Biotecnologia e cidadania: características e reelaboração discursiva dos textos informativos científicos

Detalhes bibliográficos
Ano de defesa: 2012
Autor(a) principal: Araújo, Mariselena Martins Silva de
Orientador(a): Não Informado pela instituição
Banca de defesa: Não Informado pela instituição
Tipo de documento: Dissertação
Tipo de acesso: Acesso aberto
Idioma: por
Instituição de defesa: Universidade Federal de Uberlândia
BR
Programa de Pós-graduação em Educação
Ciências Humanas
UFU
Programa de Pós-Graduação: Não Informado pela instituição
Departamento: Não Informado pela instituição
País: Não Informado pela instituição
Palavras-chave em Português:
Link de acesso: https://repositorio.ufu.br/handle/123456789/13902
https://doi.org/10.14393/ufu.di.2012.390
Resumo: The building of citizenship and the formation of collective citizens have become a major concern in the official documents of Science Education in Brazil. Singled out as an overriding principle nowadays and emphasized by the Science, Technology, and Society field (STS), this kind of approach requires, however, that scientific knowledge must be endowed with a closer examination of either the benefits or the social and environment implications involved. In order to analyze the discursive reworking of the scientific information texts in Science textbooks, this work has opted for Biotechnology as a major theme. In this sense, a documental study was carried out on three top books, all approved and nominated by the National Textbook Program (PNLD) in 2011. Aiming to shed light on these books characteristics in compositional, stylistic and thematic terms, we especially examine the discursive reworking process of all these aspects particularly as they are inserted into textbooks. With regard to the thematic content of them, the presence and/or absence of some STS approach substantiating the building of citizenship was identified. Through a comparative view, this study also found that, by means of a dialogic approach based on the idea of interlocution, the original scientific information texts seek to enable readers to think over and more closely keep up with the current progress in Biotechnology researches, while those inset texts are rekindled to the point of featuring driven, excerpted information which is supposed to be reliable but in most ways is only designed to be received without critique. It is clear, therefore, that original scientific information texts contribute to the building of citizenship much more relevantly than when they are rekindled to fit in the Science textbooks.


Your task - Wherever a line of the data contains "group", copy that line.

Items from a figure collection
——
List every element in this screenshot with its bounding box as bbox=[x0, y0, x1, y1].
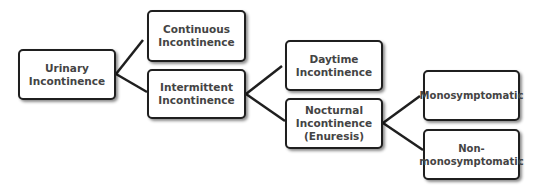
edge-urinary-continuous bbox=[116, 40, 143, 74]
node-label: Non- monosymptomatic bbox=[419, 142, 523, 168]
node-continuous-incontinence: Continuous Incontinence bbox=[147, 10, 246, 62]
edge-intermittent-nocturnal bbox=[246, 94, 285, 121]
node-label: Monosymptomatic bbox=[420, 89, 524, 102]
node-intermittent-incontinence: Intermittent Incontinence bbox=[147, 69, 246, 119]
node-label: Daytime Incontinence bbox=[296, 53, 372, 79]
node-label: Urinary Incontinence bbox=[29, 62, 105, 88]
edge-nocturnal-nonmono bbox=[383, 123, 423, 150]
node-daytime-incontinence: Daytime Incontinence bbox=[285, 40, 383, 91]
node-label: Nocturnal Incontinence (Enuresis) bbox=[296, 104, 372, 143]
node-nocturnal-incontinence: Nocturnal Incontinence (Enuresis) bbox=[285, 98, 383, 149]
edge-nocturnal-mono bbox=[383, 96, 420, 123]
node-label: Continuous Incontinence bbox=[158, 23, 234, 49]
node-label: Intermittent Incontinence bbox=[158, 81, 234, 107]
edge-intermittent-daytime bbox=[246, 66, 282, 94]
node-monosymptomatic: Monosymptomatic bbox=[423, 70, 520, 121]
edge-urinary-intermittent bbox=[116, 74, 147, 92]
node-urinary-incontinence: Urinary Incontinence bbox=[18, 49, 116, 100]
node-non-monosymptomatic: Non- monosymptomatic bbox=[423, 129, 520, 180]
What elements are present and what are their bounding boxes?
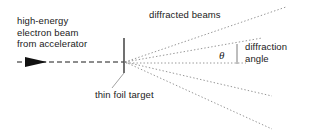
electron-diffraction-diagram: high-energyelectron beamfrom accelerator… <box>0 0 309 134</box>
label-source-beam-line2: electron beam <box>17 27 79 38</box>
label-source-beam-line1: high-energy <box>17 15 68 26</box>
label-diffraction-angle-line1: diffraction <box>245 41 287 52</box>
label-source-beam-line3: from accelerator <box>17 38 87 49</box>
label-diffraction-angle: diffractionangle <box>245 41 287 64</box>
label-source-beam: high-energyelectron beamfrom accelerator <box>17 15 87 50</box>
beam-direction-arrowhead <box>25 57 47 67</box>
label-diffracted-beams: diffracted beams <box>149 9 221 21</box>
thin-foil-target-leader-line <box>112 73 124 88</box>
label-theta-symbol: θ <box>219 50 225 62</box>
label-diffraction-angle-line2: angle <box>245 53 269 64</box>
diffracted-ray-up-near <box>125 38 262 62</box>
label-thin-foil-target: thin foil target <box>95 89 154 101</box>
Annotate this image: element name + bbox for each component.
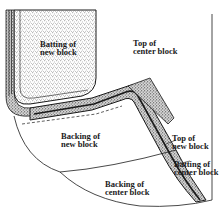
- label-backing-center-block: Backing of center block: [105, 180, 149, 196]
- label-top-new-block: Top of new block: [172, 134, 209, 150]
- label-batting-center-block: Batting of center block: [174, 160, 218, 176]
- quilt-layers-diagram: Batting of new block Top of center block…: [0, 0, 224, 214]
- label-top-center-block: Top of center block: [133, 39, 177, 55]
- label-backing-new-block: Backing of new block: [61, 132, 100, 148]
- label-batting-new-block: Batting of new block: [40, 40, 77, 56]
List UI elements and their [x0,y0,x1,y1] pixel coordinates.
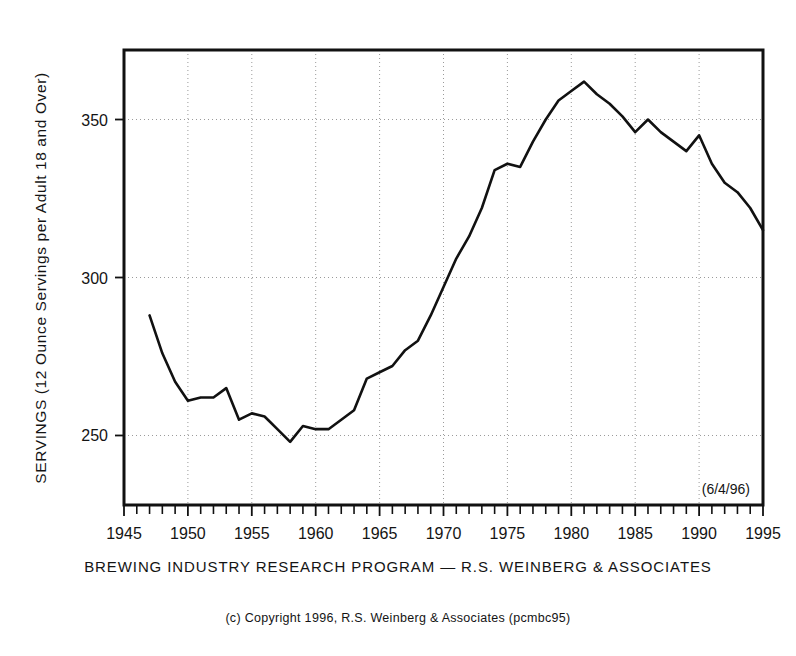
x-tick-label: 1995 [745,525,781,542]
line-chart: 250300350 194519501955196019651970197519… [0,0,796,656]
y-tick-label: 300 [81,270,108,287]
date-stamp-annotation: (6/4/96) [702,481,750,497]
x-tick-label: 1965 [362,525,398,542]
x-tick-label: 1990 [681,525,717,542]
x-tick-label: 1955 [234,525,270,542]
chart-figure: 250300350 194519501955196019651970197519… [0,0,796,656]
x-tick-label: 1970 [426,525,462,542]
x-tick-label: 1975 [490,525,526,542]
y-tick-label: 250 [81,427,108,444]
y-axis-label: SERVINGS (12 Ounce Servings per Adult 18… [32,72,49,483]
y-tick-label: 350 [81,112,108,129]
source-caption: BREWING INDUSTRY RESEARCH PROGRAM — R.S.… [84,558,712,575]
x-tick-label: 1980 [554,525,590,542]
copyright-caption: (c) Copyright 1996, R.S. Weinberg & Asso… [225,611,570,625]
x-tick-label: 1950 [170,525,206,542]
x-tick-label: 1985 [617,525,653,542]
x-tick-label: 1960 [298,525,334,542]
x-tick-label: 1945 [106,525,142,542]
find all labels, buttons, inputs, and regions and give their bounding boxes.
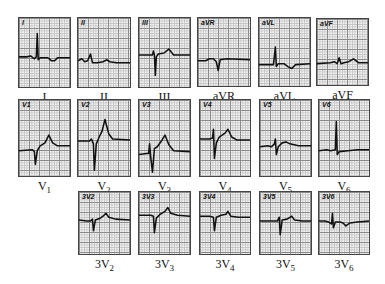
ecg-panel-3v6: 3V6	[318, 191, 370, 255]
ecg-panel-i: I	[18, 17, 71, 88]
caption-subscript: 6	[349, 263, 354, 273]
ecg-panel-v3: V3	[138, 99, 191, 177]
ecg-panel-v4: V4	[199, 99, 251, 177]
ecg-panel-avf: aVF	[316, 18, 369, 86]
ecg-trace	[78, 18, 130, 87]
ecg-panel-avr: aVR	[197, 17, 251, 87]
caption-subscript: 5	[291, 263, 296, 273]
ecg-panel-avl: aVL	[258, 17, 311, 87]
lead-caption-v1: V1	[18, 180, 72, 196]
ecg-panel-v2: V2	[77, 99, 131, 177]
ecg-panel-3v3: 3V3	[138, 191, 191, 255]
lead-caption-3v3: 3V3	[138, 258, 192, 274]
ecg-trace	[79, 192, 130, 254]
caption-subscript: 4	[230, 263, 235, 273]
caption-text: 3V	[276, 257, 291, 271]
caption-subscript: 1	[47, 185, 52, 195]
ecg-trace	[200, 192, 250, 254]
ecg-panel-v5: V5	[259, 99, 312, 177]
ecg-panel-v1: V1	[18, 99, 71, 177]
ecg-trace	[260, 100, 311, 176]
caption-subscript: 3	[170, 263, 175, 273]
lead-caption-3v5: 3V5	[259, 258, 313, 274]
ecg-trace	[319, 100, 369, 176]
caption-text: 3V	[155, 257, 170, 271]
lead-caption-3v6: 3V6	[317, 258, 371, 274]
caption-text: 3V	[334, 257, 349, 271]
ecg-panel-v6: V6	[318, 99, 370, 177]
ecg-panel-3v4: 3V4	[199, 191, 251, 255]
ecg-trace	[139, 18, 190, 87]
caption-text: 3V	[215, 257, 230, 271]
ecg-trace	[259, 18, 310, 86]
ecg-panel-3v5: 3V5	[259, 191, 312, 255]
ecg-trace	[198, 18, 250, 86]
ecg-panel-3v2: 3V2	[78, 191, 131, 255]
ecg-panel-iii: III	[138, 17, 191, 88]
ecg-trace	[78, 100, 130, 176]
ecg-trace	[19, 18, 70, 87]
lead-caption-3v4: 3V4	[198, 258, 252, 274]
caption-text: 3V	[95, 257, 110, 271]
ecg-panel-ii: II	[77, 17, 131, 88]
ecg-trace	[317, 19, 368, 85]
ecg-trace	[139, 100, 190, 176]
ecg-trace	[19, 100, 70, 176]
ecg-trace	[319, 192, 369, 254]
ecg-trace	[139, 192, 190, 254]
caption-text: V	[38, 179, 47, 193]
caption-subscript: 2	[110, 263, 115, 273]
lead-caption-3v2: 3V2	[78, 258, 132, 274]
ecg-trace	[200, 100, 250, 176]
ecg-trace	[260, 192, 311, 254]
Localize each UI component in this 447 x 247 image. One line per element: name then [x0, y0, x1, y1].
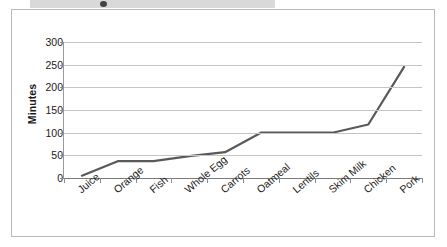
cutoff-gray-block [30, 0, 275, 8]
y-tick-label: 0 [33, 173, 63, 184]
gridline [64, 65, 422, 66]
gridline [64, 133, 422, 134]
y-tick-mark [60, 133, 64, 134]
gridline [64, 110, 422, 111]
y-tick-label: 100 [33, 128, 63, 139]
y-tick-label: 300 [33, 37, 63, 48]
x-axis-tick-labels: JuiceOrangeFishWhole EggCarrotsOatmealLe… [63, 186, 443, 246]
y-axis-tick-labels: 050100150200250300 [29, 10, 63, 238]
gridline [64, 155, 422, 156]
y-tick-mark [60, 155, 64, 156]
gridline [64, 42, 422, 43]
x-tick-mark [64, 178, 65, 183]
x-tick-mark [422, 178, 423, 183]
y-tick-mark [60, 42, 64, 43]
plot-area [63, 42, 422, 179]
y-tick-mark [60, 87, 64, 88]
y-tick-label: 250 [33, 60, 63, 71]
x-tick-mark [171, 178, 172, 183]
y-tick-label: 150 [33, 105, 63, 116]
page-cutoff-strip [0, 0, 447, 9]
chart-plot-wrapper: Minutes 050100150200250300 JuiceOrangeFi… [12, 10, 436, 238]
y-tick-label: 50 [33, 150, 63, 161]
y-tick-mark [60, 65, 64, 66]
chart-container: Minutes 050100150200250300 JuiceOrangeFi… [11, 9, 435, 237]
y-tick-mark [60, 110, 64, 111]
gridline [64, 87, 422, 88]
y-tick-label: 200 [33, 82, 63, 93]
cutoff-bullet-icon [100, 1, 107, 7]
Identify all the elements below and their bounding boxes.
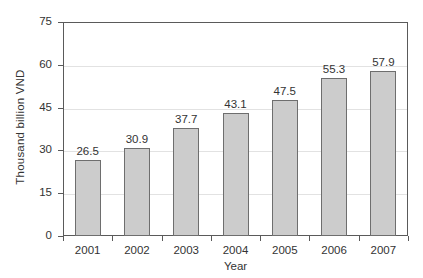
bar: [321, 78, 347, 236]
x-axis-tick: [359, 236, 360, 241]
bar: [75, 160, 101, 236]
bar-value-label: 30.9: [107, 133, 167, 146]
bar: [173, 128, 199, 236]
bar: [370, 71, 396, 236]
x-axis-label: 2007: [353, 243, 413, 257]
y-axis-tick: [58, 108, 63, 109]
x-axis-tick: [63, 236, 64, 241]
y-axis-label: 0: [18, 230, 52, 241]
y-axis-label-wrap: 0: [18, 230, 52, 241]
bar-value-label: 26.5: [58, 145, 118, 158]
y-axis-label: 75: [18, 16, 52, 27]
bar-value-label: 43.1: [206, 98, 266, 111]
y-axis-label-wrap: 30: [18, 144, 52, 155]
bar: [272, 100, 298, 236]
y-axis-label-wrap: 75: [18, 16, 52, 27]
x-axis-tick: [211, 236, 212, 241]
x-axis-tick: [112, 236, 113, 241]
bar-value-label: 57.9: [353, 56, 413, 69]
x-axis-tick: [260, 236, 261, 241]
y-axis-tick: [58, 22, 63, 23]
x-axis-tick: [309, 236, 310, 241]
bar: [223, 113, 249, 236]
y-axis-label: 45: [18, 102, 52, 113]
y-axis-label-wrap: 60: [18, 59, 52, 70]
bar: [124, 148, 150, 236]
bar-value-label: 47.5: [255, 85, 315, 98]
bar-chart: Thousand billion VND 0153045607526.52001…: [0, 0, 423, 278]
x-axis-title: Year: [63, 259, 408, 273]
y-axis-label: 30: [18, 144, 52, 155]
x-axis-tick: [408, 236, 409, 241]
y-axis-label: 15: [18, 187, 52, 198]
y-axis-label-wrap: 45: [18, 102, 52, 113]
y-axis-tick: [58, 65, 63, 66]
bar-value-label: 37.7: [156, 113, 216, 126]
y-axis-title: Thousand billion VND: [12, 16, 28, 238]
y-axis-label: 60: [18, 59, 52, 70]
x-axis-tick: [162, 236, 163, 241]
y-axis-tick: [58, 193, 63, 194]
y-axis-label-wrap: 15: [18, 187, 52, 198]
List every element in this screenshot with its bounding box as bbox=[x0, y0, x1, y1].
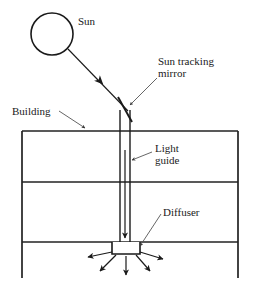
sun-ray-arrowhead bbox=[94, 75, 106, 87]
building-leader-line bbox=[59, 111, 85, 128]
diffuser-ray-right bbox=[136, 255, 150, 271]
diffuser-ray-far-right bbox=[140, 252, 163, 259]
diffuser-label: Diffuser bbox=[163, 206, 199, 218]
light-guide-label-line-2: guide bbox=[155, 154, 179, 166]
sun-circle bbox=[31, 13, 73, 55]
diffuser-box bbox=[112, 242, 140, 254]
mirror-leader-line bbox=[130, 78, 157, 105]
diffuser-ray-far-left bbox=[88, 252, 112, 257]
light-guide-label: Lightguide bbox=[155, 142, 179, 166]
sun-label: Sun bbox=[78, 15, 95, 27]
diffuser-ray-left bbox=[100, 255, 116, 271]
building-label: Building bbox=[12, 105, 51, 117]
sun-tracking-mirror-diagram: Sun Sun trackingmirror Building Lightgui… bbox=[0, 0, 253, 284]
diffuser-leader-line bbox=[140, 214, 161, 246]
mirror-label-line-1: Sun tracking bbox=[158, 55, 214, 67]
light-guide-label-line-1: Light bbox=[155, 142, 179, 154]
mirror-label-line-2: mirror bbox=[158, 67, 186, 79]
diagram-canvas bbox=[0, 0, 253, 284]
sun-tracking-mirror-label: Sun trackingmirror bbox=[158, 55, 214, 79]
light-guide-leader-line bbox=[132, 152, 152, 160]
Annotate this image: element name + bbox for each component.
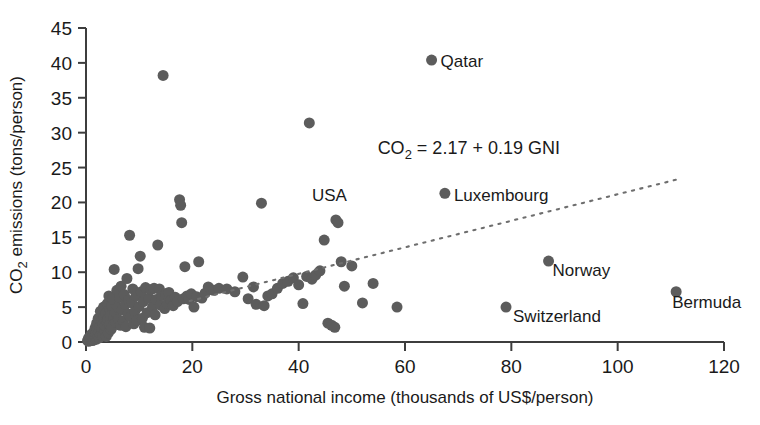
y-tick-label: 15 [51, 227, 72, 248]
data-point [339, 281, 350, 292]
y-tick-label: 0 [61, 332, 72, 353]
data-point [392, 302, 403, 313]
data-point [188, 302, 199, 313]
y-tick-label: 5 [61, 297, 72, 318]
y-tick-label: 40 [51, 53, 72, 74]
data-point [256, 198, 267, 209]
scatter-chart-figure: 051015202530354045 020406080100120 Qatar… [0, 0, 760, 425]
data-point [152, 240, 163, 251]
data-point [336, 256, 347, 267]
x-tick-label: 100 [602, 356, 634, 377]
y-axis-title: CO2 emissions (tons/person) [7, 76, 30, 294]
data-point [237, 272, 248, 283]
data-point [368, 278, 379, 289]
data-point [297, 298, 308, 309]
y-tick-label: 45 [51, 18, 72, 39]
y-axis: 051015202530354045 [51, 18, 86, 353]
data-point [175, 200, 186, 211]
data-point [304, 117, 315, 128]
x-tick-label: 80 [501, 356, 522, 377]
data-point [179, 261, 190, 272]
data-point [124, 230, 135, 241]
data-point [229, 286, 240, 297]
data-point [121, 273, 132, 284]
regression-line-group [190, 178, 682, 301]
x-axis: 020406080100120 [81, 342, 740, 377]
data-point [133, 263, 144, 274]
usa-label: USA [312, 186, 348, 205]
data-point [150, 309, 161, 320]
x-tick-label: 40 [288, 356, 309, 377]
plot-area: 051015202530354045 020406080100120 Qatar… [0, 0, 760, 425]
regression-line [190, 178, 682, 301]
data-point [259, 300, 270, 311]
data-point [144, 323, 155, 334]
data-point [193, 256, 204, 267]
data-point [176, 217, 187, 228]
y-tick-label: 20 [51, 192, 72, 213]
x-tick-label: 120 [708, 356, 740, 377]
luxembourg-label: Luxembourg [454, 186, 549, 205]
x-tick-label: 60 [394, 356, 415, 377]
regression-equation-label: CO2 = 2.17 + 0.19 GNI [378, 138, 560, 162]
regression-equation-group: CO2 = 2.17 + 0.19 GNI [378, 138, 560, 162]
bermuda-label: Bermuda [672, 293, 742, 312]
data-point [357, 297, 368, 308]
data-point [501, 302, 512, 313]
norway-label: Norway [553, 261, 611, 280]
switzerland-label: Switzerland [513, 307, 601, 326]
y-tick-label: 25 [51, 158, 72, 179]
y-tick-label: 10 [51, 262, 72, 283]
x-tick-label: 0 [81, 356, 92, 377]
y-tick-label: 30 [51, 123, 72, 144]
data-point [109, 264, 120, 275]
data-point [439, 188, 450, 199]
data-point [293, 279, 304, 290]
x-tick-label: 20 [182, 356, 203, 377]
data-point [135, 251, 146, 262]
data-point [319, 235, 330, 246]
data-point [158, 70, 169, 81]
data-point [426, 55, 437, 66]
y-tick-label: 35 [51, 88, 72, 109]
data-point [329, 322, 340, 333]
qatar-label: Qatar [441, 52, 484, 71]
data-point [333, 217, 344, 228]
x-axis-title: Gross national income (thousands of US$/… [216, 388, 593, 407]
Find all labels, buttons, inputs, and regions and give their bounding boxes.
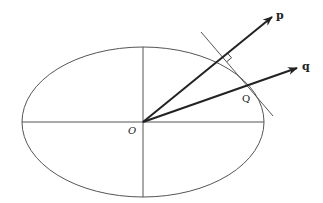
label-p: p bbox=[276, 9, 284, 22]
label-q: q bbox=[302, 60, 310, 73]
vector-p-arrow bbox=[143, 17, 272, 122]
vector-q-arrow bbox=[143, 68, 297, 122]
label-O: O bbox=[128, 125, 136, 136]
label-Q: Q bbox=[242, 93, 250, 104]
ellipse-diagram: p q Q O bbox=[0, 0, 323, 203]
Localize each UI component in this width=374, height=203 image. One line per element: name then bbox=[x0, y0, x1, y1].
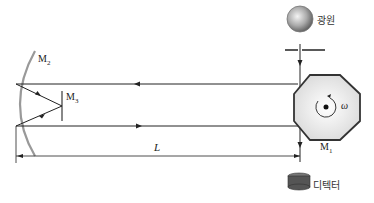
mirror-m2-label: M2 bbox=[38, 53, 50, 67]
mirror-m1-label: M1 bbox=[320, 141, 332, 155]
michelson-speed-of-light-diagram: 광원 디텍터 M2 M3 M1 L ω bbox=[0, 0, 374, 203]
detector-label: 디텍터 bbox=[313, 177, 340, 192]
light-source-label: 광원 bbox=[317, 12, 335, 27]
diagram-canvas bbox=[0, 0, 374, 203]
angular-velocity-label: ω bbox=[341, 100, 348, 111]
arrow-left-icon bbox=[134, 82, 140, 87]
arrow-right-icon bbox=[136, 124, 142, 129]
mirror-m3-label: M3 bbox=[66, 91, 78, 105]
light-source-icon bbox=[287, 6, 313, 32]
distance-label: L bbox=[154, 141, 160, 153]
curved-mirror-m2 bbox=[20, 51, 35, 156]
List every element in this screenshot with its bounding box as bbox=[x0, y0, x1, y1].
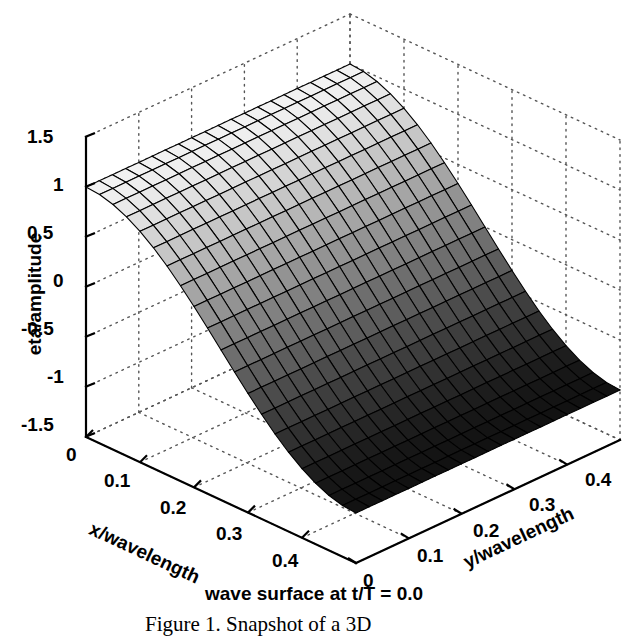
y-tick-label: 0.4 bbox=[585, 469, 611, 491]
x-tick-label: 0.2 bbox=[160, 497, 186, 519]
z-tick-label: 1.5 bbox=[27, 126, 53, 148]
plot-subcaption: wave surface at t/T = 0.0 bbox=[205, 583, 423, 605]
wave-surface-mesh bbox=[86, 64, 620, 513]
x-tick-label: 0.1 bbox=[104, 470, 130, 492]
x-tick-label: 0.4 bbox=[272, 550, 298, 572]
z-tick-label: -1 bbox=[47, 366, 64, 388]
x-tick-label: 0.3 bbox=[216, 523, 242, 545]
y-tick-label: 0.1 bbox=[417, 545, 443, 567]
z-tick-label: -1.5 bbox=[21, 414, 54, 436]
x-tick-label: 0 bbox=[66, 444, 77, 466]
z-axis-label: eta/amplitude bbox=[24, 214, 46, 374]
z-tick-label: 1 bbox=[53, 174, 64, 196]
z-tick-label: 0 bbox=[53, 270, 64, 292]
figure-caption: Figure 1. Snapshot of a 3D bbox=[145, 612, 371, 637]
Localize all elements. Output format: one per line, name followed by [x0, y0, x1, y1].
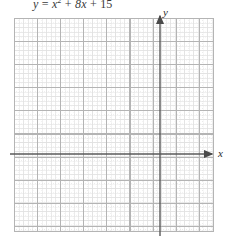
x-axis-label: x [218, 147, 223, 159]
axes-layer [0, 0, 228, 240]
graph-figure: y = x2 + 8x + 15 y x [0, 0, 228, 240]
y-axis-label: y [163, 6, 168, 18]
——
Task solution -
regression-line-group [190, 178, 682, 301]
regression-equation-group: CO2 = 2.17 + 0.19 GNI [378, 138, 560, 162]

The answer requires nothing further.